Slaughterhouse-Five
“- Why me?
- That is a very Earthling question to ask, Mr. Pilgrim. Why you? Why us for that matter? Why anything? Because this moment simply is. Have you ever seen bugs trapped in amber?
- Yes.
- Well, here we are, Mr. Pilgrim, trapped in the amber of this moment. There is no why.” ― Kurt Vonnegut, Slaughterhouse-Five
Slaughterhouse-Five is a time-travelling paradox of a novel. It is written in a simple prose style narrative in which the jerking forward and backward in time somehow becomes mesmerizing. While originally an experimental work it still seems new fifty years later. Vonnegut is a character in scenes with Pilgrim; he is watching Pilgrim, like the reader is watching them both. Buried in the narrative of Billy Pilgrim is the story of the Dresden holocaust, that the allied forces managed to keep mostly unknown to Americans. The events of Pilgrim's life are often remarkably funny and moving. Yet, through it all Pilgrim is helpless before the larger powers of the universe.
Vonnegut has the ability to implant suggestions in the mind of the reader and then work those suggestions into tangible forms in the text. For example, in the first chapter, Vonnegut says that when he is drinking he listens to talk-radio shows, then, as the novel proceeds, Pilgrim stumbles onto a radio program in which the topic is whether or not the novel, as a literary form, is dead. Also, after the firebombing of Dresden, innkeepers on the outskirts of town offer the soldiers their stable, as a place to sleep. Twenty pages later, Vonnegut reminds the reader of the book’s epigraph, “The cattle are lowing,/ The Baby awakes./ But the little Lord Jesus/ No crying He makes.” Biblical situations are considered more and more often as the book draws to a close. These include discussion of the following: the friends who take Jesus down from the cross; the possibility that Jesus and his father, as carpenters, make crosses on which other people would be executed; and a time traveler who is the first to check on Jesus at the cross to make sure he is really dead before he is taken down. A new gospel is written in which Jesus is not made the Son of God until the very end, when he is on the cross. Until then he is a nobody. Vonnegut implies that if Jesus was the “wrong” person to kill, then there are necessarily “right” persons to kill, and this is inherently a bad idea.
What also impressed me was the way Vonnegut integrated symbolism, imagery and allegory throughout the novel. For example Slaughterhouse-Five uses many elements from the fictional part of the novel, and specifically from Billy's experiences on the planet Tralfamadore, to structure the book as a whole. Not only do the stars in the Tralfamadorian novel appear throughout Slaughterhouse-Five, but the fact that the book is not told in chronological order fits the Tralfamadorian concept of time. Billy Pilgrim says there is no free will, an assertion confirmed by a Tralfamadorian, who says, "I've visited thirty-one inhabited planets in the universe . . . Only on Earth is there any talk of free will." The story's central concept: most of humanity is insignificant; they do what they do, because they must. A great example of how we use humor to deal with hardship, and the conflict between the way heroism is conveyed through stories for actions in situations that perhaps could have been avoided altogether.
In the first chapter, Vonnegut calls this novel “short and jumbled and jangled . . . because there is nothing intelligent to say about a massacre.” His critics have found fault in him and this novel for not taking serious matters more seriously, and for that reason his work was not highly acclaimed or accepted into the academic canon for many years (it has even been banned in many places over the years). Vonnegut is categorized in the genre of science fiction, though he believes his work holds more depth than work in that genre usually has (IMHO he is wrong). With the eventual acceptance of Slaughterhouse-Five, he became classified as a satirist who seeks to make readers laugh, as did Mark Twain and Jonathan Swift before him. The opening sentence of the book reminded me of the opening lines of Huckleberry Finn.
1 comment:
I love Vonnegut and I love this book.
Your analysis of it is superb James. You wrote "Vonnegut has the ability to implant suggestions in the mind of the reader and then work those suggestions into tangible forms in the text." I think that this is exactly right. When reading his books I have always had a vague sense that something like this was going on, but I would have had a difficult time describing it.
I agree with you in regards to science fiction. If course there are a lot of not so good books out there. But there is are many works of substance that deserve be part of any " Cannon".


[What to produce]: Read the data below line by line and copy each one with "JSON" in it.
Start of Block
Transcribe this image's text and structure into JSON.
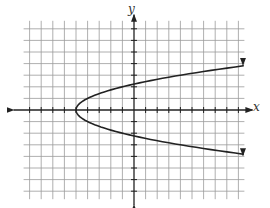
{
  "chart_data": {
    "type": "line",
    "title": "",
    "xlabel": "x",
    "ylabel": "y",
    "xlim": [
      -9,
      9
    ],
    "ylim": [
      -7,
      7
    ],
    "grid": true,
    "grid_step": 1,
    "axis_ticks": true,
    "series": [
      {
        "name": "parabola x = y^2 - 5",
        "orientation": "opens right",
        "vertex": [
          -5,
          0
        ],
        "y_intercepts": [
          2.24,
          -2.24
        ],
        "points": [
          [
            10.2,
            3.9
          ],
          [
            7.25,
            3.5
          ],
          [
            4.0,
            3.0
          ],
          [
            1.25,
            2.5
          ],
          [
            -1.0,
            2.0
          ],
          [
            -2.75,
            1.5
          ],
          [
            -4.0,
            1.0
          ],
          [
            -4.75,
            0.5
          ],
          [
            -5.0,
            0.0
          ],
          [
            -4.75,
            -0.5
          ],
          [
            -4.0,
            -1.0
          ],
          [
            -2.75,
            -1.5
          ],
          [
            -1.0,
            -2.0
          ],
          [
            1.25,
            -2.5
          ],
          [
            4.0,
            -3.0
          ],
          [
            7.25,
            -3.5
          ],
          [
            10.2,
            -3.9
          ]
        ],
        "arrows_at_ends": true
      }
    ]
  },
  "labels": {
    "x": "x",
    "y": "y"
  },
  "style": {
    "grid_color": "#9a9a9a",
    "axis_color": "#222222",
    "curve_color": "#222222"
  }
}
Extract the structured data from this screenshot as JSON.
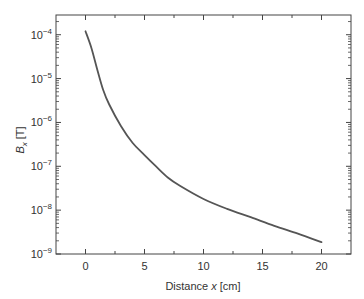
{
  "chart_data": {
    "type": "line",
    "title": "",
    "xlabel": "Distance x [cm]",
    "xlabel_parts": {
      "prefix": "Distance ",
      "var": "x",
      "suffix": " [cm]"
    },
    "ylabel": "Bx [T]",
    "ylabel_parts": {
      "var": "B",
      "sub": "x",
      "suffix": " [T]"
    },
    "xscale": "linear",
    "yscale": "log",
    "xlim": [
      -2.5,
      22.5
    ],
    "ylim": [
      0.00028,
      1e-09
    ],
    "ylim_log10": [
      -9,
      -3.55
    ],
    "xticks": [
      0,
      5,
      10,
      15,
      20
    ],
    "xtick_labels": [
      "0",
      "5",
      "10",
      "15",
      "20"
    ],
    "xminor_ticks": [
      2.5,
      7.5,
      12.5,
      17.5
    ],
    "yticks_log10": [
      -9,
      -8,
      -7,
      -6,
      -5,
      -4
    ],
    "ytick_labels": [
      {
        "base": "10",
        "exp": "−9"
      },
      {
        "base": "10",
        "exp": "−8"
      },
      {
        "base": "10",
        "exp": "−7"
      },
      {
        "base": "10",
        "exp": "−6"
      },
      {
        "base": "10",
        "exp": "−5"
      },
      {
        "base": "10",
        "exp": "−4"
      }
    ],
    "grid": false,
    "legend": null,
    "series": [
      {
        "name": "Bx",
        "color": "#555555",
        "x": [
          0,
          0.5,
          1,
          1.5,
          2,
          3,
          4,
          5,
          6,
          7,
          8,
          10,
          12,
          14,
          16,
          18,
          20
        ],
        "y": [
          0.00012,
          5e-05,
          1.6e-05,
          5.5e-06,
          2.6e-06,
          8.3e-07,
          3.4e-07,
          1.8e-07,
          9.8e-08,
          5.5e-08,
          3.6e-08,
          1.8e-08,
          1.07e-08,
          6.9e-09,
          4.4e-09,
          2.9e-09,
          1.86e-09
        ]
      }
    ]
  },
  "style": {
    "axis_color": "#444444",
    "line_color": "#555555",
    "text_color": "#333333"
  }
}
End of Block
[Solution to this task]:
Transcribe this image's text and structure into JSON.
Extract the structured data from this screenshot as JSON.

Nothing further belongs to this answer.